His Excellency MoebiusLord wrote:
The fine is too small to provide the fear of punishment, and the option to purchase "insurance" after you get sick removes the risk factor.
It's not a punishment at all, it's a change in the opportunity cost. There is a continuous spectrum of individuals with varying degrees of health risks. For some people with very low risks these is little to gain by buying health insurance and a lot to pay. There are those with very high risks who probably already have insurance. And there are those in the middle on the fence. A fine decreases the benefits of not having health insurance so that some of those who would normally optimize having no insurance now optimize by having insurance.
So in 2016 you could be penalized $2,085 or 2.5% of your income for not owning health insurance. I just googled a random insurance plan costing $3,144 annually. This plan provides some quantity of benefit to me, if I'm a risky person it provides more and if I'm a healthy person it provides less.
There are three scenarios here. Before the fine the question of whether to buy health insurance was simple. If the value > $3,144 annually then I would buy the plan, and if the value < $3,144 annually, then I wouldn't buy the plan.

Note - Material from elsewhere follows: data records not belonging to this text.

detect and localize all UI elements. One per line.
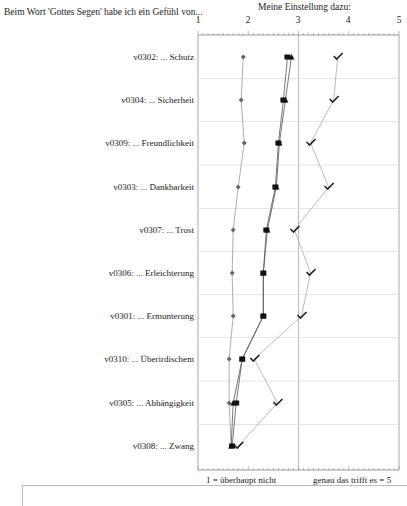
axis-low-label: 1 = überhaupt nicht	[206, 475, 276, 485]
footer-box	[22, 485, 407, 506]
check-marker-icon	[273, 399, 282, 405]
diamond-marker-icon	[230, 271, 235, 276]
axis-high-label: genau das trifft es = 5	[313, 475, 391, 485]
diamond-marker-icon	[239, 98, 244, 103]
diamond-marker-icon	[236, 185, 241, 190]
check-marker-icon	[307, 269, 316, 275]
diamond-marker-icon	[231, 314, 236, 319]
diamond-marker-icon	[231, 228, 236, 233]
diamond-marker-icon	[227, 357, 232, 362]
diamond-marker-icon	[242, 141, 247, 146]
diamond-marker-icon	[241, 55, 246, 60]
check-marker-icon	[334, 53, 343, 59]
check-marker-icon	[250, 355, 259, 361]
check-marker-icon	[325, 183, 334, 189]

The fine changes that. Because I'm now going to have to pay $2,085 for not having insurance, I will now buy the insurance if the value > $1,059 (3144-2085) and not buy the insurance if the value < $1,059 (3144-2085).
Previously anyone who valued the insurance policy between $3,144 and $1,059 would not have bought it. Now everyone who values it between $3,144 and $1,059 will switch to buying that plan and having insurance, because they optimize by buying under the fine when they previously would have optimized by not buying without it.
Why are you struggling with simple math?
His Excellency MoebiusLord wrote:
Healthy individuals will pay the government, not spreading the risk of the insurance companies.
Why are creating some contrived separation between paying the government or paying private companies? People who don't have insurance and get sick still cost money; they don't magically disappear. So when a person without insurance goes in for an emergency procedure, they've only paid their share of taxes for the procedure leaving the rest of the cost to everyone else. However, when they're fined for not having insurance they've paid their taxes plus the fine for that procedure, so more of the financial risk is directed to them.
The money earned from fining people has to go somewhere. It doesn't magically disappear. That money has to come back to the people who are buying insurance. The government can either increase services to the public or it can maintain current services at a lower tax cost. A fine for not buying insurance is a subsidy for those who buy insurance. The cost is spread out more evenly for everyone.
Again, it's perfectly valid to argue that none of this is good or beneficial, but it's entirely idiotic to argue that it is not being achieved.